Not yet. I don’t want to put her in a position where she has to calm me down. It’s not right.
“Come on.” I stamp a smile on my face and take her hand in mine. “I want to show you something.”
We make our way beside the barn, and finally, we can spot the golden acre along the trail.
The sun hits it just right, and like this, it looks like a painting.
Veda gasps, lips parting in awe, and I puff my chest as if this is all my doing.
She needed something pretty, and this is the perfect distraction.
“Oh god,” she whispers, her voice full of wonder, and for a second, I think I did something right.

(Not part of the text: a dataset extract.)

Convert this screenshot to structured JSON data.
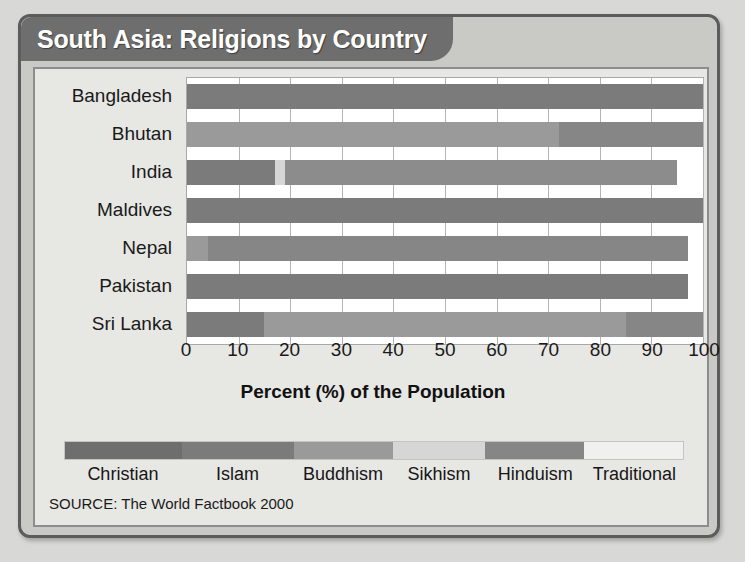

Her eyes shine with unshed tears, her face scrunches into something, and I see how wrong I am. She’s obviously not as impressed as I thought she would be. The panic is written on my face, but before I can ask what’s wrong, she swallows all her feelings and waves my concern away.
“This is beautiful.”
It sounds sincere. I want to ask what made her so emotional, but I decide not to. She already gave too much of herself today.

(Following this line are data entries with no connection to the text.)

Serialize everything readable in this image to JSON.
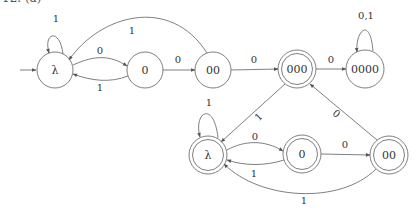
{
  "header": {
    "clipped_label": "12. (a)"
  },
  "colors": {
    "stroke": "#707070",
    "text": "#333333",
    "background": "#ffffff"
  },
  "automaton_top": {
    "states": [
      {
        "id": "t_lambda",
        "label": "λ",
        "accepting": false,
        "initial": true
      },
      {
        "id": "t_0",
        "label": "0",
        "accepting": false
      },
      {
        "id": "t_00",
        "label": "00",
        "accepting": false
      },
      {
        "id": "t_000",
        "label": "000",
        "accepting": true
      },
      {
        "id": "t_0000",
        "label": "0000",
        "accepting": false
      }
    ],
    "edges": [
      {
        "from": "λ",
        "to": "λ",
        "label": "1"
      },
      {
        "from": "λ",
        "to": "0",
        "label": "0"
      },
      {
        "from": "0",
        "to": "λ",
        "label": "1"
      },
      {
        "from": "00",
        "to": "λ",
        "label": "1"
      },
      {
        "from": "0",
        "to": "00",
        "label": "0"
      },
      {
        "from": "00",
        "to": "000",
        "label": "0"
      },
      {
        "from": "000",
        "to": "0000",
        "label": "0"
      },
      {
        "from": "0000",
        "to": "0000",
        "label": "0,1"
      }
    ]
  },
  "automaton_bottom": {
    "states": [
      {
        "id": "b_lambda",
        "label": "λ",
        "accepting": true
      },
      {
        "id": "b_0",
        "label": "0",
        "accepting": true
      },
      {
        "id": "b_00",
        "label": "00",
        "accepting": true
      }
    ],
    "edges": [
      {
        "from": "000",
        "to": "λ",
        "label": "1"
      },
      {
        "from": "00",
        "to": "000",
        "label": "0"
      },
      {
        "from": "λ",
        "to": "λ",
        "label": "1"
      },
      {
        "from": "λ",
        "to": "0",
        "label": "0"
      },
      {
        "from": "0",
        "to": "λ",
        "label": "1"
      },
      {
        "from": "0",
        "to": "00",
        "label": "0"
      },
      {
        "from": "00",
        "to": "λ",
        "label": "1"
      }
    ]
  }
}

I guide her a little closer to the patch. “It’s almost time for harvest.”
When we arrive at the first row, she has to crane her neck to see the yellow petals properly. The flowers are taller than her, taller than me even, shading us like a yellow parasol.
“This is incredible, Jesse. Thank you for showing me this.”
My name on her tongue feels so good that I shiver shamelessly. She looks at me with a funny expression, but thankfully doesn’t ask why I’m shivering under the sun. I don’t think I’m able to put into words the things she does to me.
It hasn’t been less than a week since Veda entered my life, but I know I’m beyond fucked.
She can crush me with her hands if she likes; she can do with me whatever she pleases.
It’s too early, so I don’t share all that with her.
My feelings don’t taste good, but I swallow them anyway and bring Veda inside the patch, showing her a few tricks to check if the plants are healthy.
“Is this all going to a flower shop?” she asks.
I shake my head. “Mostly goes to your grandfather. He needs the fiber from the stalk.”
Veda’s mouth falls open. “He takes them apart?”
Her hands reach for the nearest sunflower, the pad of her fingers brushing over the hairy stalk, frowning as if I just told her that her grandfather likes to kill puppies. It’s a strong reaction from someone who doesn’t seem to care about her own tragedies.
“I wish I could say each flower is going to be admired for what they are, but…”
“Of course, it is he who takes them apart.” True bitterness rings out in her tone for the first time. “Why do people love to destroy beautiful things?”
By people, I know she means him. I can’t give her an answer because I’m starting to wonder the same.